Gardening in the hellstrip has its challenges. The soil in these areas is usually cheap, compacted fill. Kathy amends it at planting time with compost, and has been top dressing with leaf mulch. Because of the distance from the house, the garden is difficult to water. Although Kathy does not irrigate regularly, newly installed plants need supplemental watering, which amounts to many trips with a watering can. Weeds easily blow into the garden and crabgrass is a particular problem. Since the hellstrip is town-owned property, large sections have been dug up utility companies several times without prior notice.

But overall, gardening in the hellstrip has been a positive experience for Kathy.

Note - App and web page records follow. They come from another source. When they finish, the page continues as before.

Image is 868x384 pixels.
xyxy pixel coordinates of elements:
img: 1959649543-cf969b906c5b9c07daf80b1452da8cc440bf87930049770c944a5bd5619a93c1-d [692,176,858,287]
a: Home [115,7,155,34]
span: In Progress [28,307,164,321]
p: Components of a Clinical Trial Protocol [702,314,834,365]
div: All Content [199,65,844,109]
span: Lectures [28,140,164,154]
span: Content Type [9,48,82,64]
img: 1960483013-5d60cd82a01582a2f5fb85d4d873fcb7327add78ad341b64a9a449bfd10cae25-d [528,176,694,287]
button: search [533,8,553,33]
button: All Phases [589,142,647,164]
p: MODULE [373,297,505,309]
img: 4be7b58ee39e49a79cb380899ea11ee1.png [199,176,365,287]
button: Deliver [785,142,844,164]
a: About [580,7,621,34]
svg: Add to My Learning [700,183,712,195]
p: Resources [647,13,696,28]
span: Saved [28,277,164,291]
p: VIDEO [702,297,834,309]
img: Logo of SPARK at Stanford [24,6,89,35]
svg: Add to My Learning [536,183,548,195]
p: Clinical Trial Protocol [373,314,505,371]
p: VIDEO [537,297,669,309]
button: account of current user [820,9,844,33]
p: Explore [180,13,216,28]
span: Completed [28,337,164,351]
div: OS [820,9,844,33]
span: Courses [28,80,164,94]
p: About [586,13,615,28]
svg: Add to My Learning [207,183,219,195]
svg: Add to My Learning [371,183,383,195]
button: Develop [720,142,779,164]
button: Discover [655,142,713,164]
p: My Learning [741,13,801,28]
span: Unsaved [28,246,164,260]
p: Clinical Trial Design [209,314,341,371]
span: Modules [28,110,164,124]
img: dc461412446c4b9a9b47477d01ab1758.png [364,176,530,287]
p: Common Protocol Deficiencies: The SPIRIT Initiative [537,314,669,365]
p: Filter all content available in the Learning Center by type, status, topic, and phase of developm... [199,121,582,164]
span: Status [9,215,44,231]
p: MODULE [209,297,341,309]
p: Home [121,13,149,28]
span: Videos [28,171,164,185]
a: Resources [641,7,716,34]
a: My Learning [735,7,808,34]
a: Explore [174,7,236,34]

Neighbors stop by to admire the garden, and Kathy receives many compliments on sprucing up the neighborhood. “The hellstrip builds community,” says Kathy. “People stop by to chat and ask about the flowers. And it gives me a chance to try plants that I couldn’t grow anywhere else in my garden.”

Blue Star Glitters in the Winter Landscape

inter is the season when conifers really come into their own in the garden. They provide much needed structure, form, texture and color at a time when the landscape can look so bleak. One of my favorite conifers for year-round interest is the “Blue Star” juniper, a slow-growing dwarf evergreen shrub with an intense silver-blue hue.

When you mention junipers to a gardener, the name often conjures up images of a sea of boring groundcover in the mall parking lot. A self-described “plantaholic” friend of mine was recently looking for plants for a large sunny slope that she had just cleared. She needed plants that would hold the soil, tolerate sun without supplemental watering, and require minimal pampering on this steep terrain. When I suggested the Blue Star juniper, she looked at me with disbelief. What does a juniper have to offer the experienced plant collector?

Junipers are not all the same, however, and as with other plant species, there are many new cultivars available to the home gardener. I have come to love “Blue Star” juniper in my own garden because its intense blue color complements so many plants. For a striking color contrast of opposites on the color wheel, you can plant this juniper with gold threadleaf cypress or other gold colored plants.

In my own garden, I use ‘Blue Star’ in the sunny beds around my home, where a color palette of blues, silvers, purples and pinks complements my blue-gray house. Blue Star looks fabulous with deep pink azaleas and Geranium sanguineum, alongside the variegated Euonymous ‘Gaiety’ and fuzzy Lambs Ears, at the base of my bright blue ‘Endless Summer’ hydrangeas and intereplanted with Heuchera ‘Silver Scrolls’ in an area of partial shade. The key is in the plant “marriages”, and Blue Star is the perfect companion for so many perennials and shrubs!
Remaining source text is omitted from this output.